Novella Nelson: Sofia Fuentes

Ivonne Coll: Alexandra

Natsuko Ohama: Yanina

Luchy Carcia: Fidelia

Robert Ray Jimenez: Alexis

Robert Glaudini: Alonso, the Army doctor

Lilian Hurst: Teresa Salas

Tantoo Cardinal: Katherina

Cordelia Gonzalez: Rosa, Beatrice Kastoria

Akuyoe: Mariluz

Laurie Souza: Amanda

Elizabeth Fong Sung: Lucia

Margaret Medina; Ramona

Lorraine Toussaint: Cecilia Sanjines

Tony Plana: The Captain

Robert Beltran: The Lieutenant

Luis Antonio Ramos: Emmanuel, the orderly

Carlos Gomez: Father Gabriel

Ruben Sierra: Philip Kastoria

Winston Jose Rocha-Castillo: Kastoria’s brother

Nelson Mashita: The Prisoner

A Center Theatre Group presentation of a new pl;ay by Ariel Dorfman with Tony Kushner, based on Dorfman’s novel of the same name.
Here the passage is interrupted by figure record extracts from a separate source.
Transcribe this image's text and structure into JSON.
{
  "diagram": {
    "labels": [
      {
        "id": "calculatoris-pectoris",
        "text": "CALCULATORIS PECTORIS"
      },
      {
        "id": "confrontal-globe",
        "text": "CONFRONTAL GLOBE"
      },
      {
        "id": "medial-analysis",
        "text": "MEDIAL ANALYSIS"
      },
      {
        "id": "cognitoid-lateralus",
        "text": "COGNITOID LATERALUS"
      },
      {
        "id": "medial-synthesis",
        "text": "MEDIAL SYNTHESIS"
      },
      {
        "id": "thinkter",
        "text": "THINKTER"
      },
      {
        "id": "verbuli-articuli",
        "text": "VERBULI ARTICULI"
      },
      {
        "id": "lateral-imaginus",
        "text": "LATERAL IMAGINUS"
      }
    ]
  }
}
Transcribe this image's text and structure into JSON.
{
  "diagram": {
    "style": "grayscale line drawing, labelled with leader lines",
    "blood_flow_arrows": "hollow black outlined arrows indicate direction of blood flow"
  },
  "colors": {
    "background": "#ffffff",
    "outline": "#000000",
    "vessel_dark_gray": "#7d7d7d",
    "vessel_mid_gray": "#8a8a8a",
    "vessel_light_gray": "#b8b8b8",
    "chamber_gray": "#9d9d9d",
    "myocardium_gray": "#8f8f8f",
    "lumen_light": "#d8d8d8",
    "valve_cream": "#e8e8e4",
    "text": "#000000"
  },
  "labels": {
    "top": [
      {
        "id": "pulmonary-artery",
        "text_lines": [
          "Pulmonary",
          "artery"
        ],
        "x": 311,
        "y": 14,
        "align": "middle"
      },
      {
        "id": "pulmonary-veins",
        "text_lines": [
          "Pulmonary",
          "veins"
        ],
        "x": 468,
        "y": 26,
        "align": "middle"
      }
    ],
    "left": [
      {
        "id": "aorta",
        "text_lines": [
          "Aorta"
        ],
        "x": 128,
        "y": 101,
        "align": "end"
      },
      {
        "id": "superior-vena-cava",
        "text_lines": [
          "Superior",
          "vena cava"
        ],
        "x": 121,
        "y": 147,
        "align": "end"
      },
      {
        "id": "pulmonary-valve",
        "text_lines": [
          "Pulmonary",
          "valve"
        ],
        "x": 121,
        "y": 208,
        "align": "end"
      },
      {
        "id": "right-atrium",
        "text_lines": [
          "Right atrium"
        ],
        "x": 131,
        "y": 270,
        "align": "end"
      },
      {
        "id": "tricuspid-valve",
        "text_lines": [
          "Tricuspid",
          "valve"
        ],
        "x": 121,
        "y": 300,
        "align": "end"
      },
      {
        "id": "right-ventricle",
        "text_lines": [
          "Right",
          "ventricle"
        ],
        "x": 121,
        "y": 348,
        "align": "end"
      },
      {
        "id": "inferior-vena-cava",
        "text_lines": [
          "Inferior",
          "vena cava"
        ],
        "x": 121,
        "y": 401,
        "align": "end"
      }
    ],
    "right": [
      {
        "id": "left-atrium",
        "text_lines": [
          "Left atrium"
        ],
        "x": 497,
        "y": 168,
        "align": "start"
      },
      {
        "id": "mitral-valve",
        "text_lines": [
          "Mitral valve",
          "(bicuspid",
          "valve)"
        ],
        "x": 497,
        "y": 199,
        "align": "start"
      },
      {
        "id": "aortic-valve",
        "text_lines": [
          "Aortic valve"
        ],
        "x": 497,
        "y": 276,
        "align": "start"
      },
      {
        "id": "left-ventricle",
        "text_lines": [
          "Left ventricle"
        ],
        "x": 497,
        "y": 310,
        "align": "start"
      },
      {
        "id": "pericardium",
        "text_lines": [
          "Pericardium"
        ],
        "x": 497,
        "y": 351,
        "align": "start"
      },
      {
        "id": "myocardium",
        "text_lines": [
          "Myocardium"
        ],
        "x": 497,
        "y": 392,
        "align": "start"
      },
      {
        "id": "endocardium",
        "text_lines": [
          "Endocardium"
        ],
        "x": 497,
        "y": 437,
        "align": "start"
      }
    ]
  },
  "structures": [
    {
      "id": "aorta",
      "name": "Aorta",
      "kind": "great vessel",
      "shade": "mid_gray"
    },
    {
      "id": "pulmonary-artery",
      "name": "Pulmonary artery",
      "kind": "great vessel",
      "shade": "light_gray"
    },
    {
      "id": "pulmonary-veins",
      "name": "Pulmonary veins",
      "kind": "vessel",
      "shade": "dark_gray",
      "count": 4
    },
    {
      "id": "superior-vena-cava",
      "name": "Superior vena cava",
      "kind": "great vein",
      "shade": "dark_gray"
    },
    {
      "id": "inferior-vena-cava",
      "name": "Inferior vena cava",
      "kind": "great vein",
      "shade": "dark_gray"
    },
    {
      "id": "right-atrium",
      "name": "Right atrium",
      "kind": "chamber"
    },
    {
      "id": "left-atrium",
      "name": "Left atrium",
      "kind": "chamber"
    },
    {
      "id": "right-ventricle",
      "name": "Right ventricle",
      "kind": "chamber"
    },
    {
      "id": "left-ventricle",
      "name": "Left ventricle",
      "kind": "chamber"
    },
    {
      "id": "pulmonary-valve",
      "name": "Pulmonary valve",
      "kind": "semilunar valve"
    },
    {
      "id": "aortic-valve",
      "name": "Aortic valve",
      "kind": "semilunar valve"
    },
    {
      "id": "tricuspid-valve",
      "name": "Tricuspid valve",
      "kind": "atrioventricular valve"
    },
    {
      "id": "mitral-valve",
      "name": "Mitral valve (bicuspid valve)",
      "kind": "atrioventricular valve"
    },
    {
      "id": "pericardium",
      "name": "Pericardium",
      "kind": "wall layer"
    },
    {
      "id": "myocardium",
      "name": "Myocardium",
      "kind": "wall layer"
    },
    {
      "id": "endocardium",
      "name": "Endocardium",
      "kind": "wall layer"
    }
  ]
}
Artistic director/producer Gordon Davidson. Director Robert Egan. Set Douglas Stein. Lights Natasha Katz. Costumes Dunya Ramicova. Original music and sound Jan A.P. Kaczmarek. Sound consultant Jon Gottlieb. Production stage manager Mary Michele Miner. Stage manager Tami Toon.